* **EXERCISE**
After locating the line with "has height=360, width=639.", retype it and every later line exactly, stopping at the end of the records.

[Start of Attachment]

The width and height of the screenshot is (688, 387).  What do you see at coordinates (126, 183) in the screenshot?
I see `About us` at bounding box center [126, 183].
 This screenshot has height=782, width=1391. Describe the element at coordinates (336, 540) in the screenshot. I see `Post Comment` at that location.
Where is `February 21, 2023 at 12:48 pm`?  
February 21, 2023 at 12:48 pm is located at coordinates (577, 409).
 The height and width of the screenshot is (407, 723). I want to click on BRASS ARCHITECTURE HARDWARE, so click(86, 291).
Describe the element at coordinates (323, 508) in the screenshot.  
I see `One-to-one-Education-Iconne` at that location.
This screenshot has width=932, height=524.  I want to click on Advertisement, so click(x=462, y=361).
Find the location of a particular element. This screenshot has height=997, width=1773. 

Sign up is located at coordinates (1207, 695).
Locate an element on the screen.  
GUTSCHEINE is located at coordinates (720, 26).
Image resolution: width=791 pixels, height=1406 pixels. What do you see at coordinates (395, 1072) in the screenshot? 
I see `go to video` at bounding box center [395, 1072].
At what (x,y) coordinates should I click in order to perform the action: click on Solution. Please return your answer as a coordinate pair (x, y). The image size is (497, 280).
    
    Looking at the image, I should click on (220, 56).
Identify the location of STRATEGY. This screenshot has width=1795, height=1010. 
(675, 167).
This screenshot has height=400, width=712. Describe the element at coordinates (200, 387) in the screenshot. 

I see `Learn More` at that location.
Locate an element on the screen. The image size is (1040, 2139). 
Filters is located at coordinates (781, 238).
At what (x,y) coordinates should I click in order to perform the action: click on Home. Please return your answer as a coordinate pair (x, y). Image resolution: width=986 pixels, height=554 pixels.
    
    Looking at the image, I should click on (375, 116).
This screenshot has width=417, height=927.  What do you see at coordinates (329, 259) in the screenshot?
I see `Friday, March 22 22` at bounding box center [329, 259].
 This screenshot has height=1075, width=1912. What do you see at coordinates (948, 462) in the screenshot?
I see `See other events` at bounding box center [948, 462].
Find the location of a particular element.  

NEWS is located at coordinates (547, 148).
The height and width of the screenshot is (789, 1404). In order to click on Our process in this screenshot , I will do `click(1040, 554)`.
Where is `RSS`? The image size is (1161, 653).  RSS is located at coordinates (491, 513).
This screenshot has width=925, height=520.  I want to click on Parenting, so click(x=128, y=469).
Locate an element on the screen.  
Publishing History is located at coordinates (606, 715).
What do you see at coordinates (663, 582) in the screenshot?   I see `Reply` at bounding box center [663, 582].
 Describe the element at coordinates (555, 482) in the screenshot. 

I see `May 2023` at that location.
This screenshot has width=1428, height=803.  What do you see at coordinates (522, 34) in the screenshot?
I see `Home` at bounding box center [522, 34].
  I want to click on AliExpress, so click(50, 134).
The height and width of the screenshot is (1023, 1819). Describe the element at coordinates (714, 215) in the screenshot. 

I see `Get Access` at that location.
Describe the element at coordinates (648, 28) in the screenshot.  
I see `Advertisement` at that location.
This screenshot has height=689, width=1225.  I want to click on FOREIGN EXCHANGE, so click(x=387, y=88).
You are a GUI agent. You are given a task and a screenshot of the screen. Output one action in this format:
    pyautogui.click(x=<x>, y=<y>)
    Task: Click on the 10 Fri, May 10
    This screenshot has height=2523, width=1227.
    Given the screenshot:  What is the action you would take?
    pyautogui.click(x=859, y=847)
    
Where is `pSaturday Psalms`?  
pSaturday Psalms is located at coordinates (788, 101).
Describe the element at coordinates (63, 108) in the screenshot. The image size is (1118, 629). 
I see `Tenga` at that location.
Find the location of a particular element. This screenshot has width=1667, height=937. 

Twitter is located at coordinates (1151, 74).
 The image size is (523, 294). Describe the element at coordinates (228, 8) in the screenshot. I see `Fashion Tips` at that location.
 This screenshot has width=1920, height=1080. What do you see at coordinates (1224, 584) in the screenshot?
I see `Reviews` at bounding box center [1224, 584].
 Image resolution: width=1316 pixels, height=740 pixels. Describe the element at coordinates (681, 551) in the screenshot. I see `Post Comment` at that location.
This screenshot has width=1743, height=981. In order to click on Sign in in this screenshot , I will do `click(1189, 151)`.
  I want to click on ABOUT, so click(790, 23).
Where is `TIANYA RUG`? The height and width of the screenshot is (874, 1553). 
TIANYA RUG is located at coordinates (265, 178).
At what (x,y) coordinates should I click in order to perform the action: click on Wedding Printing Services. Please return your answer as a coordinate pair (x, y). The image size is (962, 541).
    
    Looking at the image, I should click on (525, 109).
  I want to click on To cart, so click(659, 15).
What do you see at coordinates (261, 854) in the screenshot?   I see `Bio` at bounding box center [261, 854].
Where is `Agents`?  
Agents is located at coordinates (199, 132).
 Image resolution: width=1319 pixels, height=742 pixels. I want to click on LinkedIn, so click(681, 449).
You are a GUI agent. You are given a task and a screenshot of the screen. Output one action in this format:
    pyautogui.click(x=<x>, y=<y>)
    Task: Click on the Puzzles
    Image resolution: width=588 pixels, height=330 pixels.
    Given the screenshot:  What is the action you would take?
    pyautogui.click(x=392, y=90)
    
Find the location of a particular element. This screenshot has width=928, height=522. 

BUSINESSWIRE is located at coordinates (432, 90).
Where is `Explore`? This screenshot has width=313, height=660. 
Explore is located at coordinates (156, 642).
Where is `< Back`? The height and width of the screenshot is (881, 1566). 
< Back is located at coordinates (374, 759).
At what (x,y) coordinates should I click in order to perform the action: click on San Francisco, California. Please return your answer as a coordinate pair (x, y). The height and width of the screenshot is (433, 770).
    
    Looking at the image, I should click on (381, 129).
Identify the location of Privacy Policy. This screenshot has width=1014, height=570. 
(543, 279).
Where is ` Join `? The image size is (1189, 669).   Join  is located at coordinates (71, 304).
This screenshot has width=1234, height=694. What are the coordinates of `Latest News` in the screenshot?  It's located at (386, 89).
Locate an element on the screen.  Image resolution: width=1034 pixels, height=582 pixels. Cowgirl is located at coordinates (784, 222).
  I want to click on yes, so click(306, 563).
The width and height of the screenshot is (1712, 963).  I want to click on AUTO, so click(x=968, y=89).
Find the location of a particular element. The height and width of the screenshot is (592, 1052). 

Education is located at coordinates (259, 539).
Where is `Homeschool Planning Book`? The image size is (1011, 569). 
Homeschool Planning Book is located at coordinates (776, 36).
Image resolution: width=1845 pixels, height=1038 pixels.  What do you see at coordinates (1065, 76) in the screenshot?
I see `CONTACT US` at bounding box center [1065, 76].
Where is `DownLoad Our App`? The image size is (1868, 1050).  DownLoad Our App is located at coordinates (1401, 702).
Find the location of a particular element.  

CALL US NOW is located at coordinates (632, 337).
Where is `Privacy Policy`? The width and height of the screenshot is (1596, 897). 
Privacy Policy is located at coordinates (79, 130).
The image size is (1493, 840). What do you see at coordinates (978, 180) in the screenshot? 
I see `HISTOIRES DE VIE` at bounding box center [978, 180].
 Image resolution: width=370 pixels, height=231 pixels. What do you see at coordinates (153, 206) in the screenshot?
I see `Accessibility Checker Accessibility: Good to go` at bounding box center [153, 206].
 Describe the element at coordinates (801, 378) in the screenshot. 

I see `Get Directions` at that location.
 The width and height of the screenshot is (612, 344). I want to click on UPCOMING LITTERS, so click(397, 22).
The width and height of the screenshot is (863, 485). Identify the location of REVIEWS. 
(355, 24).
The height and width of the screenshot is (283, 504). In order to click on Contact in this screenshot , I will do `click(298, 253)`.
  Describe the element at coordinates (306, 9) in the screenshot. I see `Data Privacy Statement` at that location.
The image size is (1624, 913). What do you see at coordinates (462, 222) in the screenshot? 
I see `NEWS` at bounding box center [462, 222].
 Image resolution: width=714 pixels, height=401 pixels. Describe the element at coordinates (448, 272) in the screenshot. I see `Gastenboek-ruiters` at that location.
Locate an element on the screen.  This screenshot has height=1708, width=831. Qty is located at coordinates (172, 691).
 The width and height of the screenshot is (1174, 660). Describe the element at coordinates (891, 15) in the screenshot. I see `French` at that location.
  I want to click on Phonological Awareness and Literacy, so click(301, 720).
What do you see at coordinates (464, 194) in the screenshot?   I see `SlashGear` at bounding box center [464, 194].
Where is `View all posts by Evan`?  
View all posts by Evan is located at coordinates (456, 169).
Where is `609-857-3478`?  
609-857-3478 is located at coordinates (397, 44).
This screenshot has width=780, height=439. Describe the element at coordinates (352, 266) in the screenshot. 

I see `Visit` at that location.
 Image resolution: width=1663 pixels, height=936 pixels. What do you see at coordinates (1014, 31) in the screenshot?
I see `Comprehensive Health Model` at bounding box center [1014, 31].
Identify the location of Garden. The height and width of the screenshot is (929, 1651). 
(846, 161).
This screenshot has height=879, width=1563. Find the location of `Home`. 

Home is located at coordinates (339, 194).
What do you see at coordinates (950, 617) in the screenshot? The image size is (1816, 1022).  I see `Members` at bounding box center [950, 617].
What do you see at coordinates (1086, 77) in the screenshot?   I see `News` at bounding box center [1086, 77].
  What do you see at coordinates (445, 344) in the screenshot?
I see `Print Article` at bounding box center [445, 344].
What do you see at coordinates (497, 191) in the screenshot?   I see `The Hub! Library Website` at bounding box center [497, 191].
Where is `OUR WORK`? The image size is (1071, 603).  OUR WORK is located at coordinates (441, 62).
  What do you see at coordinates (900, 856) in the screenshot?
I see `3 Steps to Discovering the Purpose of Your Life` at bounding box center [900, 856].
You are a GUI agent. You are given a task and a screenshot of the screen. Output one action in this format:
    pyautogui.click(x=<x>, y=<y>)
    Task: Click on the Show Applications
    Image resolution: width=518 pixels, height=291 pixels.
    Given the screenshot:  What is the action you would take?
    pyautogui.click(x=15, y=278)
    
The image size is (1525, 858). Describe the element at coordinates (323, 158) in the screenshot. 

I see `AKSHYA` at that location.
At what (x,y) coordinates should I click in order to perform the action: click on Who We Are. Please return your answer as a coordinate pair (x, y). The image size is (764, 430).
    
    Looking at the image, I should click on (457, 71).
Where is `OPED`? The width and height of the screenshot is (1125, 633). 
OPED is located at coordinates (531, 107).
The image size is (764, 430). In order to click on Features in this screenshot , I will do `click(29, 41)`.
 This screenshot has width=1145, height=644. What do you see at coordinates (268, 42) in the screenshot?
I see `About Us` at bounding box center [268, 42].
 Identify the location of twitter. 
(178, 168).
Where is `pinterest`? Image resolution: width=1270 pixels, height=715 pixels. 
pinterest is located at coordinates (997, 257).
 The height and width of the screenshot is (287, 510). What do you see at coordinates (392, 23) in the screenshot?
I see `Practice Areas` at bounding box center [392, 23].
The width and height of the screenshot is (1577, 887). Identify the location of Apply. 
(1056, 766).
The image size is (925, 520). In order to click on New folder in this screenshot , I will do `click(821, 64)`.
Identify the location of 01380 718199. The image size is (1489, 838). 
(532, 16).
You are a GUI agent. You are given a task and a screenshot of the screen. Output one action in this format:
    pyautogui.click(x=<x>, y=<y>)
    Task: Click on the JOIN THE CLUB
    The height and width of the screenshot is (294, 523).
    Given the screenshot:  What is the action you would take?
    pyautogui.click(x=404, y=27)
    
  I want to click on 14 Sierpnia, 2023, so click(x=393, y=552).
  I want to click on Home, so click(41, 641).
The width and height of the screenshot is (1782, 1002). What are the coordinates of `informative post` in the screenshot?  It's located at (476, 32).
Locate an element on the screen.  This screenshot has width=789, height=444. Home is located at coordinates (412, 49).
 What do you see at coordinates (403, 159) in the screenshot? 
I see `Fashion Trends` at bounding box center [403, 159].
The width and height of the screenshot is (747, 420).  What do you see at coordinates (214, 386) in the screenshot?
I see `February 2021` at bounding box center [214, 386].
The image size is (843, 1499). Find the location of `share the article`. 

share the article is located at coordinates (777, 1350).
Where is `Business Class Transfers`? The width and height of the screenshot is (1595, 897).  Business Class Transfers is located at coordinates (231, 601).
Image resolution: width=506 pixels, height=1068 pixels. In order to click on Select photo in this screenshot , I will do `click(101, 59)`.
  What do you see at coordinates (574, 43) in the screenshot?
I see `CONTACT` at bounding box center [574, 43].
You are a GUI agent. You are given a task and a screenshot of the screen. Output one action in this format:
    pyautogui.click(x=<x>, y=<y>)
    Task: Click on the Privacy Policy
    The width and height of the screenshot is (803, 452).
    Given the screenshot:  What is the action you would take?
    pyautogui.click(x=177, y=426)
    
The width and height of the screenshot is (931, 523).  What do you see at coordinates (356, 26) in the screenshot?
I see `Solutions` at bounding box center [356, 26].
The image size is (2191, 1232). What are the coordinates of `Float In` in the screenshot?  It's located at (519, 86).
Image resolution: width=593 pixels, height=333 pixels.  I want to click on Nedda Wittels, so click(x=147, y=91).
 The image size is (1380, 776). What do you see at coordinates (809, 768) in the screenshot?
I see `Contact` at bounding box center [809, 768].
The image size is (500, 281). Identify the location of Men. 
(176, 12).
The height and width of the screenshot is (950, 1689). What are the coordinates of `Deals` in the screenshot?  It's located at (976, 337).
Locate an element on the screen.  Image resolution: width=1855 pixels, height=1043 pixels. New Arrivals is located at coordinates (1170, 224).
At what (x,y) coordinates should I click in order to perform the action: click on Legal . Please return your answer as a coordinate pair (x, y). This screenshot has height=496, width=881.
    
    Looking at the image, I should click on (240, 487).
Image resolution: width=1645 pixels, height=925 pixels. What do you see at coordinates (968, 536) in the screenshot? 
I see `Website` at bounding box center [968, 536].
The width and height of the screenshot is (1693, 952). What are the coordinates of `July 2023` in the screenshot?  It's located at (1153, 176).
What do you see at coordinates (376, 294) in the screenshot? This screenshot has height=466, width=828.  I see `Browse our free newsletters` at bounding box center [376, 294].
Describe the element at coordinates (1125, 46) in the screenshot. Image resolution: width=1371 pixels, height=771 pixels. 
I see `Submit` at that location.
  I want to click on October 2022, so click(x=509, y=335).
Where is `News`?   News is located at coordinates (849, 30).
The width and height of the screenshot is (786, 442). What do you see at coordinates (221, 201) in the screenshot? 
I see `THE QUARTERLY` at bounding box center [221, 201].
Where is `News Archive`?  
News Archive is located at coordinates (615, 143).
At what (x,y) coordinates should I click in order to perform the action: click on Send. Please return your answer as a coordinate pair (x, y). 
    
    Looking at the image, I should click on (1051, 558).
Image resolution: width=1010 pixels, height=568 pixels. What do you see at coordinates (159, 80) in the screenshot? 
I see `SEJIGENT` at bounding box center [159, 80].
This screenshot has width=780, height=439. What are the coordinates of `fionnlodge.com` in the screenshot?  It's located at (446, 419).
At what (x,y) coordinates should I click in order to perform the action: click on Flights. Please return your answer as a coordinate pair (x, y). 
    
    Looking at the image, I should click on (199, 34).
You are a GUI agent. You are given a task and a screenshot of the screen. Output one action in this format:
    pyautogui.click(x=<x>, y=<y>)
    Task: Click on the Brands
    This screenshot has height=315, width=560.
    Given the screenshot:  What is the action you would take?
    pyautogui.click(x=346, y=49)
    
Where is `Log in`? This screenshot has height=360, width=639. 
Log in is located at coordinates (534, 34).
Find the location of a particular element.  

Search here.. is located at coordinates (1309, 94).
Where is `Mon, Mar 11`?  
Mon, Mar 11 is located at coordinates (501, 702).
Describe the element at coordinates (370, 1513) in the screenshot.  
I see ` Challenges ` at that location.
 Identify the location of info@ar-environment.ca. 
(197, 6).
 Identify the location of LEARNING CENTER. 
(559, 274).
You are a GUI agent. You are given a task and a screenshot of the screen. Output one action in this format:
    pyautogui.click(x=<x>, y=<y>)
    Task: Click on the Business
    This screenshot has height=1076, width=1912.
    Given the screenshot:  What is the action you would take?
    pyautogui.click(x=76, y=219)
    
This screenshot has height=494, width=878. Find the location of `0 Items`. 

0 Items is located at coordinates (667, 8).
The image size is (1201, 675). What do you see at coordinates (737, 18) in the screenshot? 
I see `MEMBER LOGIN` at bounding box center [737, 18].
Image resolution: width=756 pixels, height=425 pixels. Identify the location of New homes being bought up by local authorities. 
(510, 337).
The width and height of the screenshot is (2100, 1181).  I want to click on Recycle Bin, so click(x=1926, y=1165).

[End of Attachment]

* **YOUR RESPONSE**
Where is `Log in`? This screenshot has height=360, width=639. 
Log in is located at coordinates (534, 34).
Find the location of a particular element.  

Search here.. is located at coordinates (1309, 94).
Where is `Mon, Mar 11`?  
Mon, Mar 11 is located at coordinates (501, 702).
Describe the element at coordinates (370, 1513) in the screenshot.  
I see ` Challenges ` at that location.
 Identify the location of info@ar-environment.ca. 
(197, 6).
 Identify the location of LEARNING CENTER. 
(559, 274).
You are a GUI agent. You are given a task and a screenshot of the screen. Output one action in this format:
    pyautogui.click(x=<x>, y=<y>)
    Task: Click on the Business
    This screenshot has height=1076, width=1912.
    Given the screenshot:  What is the action you would take?
    pyautogui.click(x=76, y=219)
    
This screenshot has height=494, width=878. Find the location of `0 Items`. 

0 Items is located at coordinates (667, 8).
The image size is (1201, 675). What do you see at coordinates (737, 18) in the screenshot? 
I see `MEMBER LOGIN` at bounding box center [737, 18].
Image resolution: width=756 pixels, height=425 pixels. Identify the location of New homes being bought up by local authorities. 
(510, 337).
The width and height of the screenshot is (2100, 1181).  I want to click on Recycle Bin, so click(x=1926, y=1165).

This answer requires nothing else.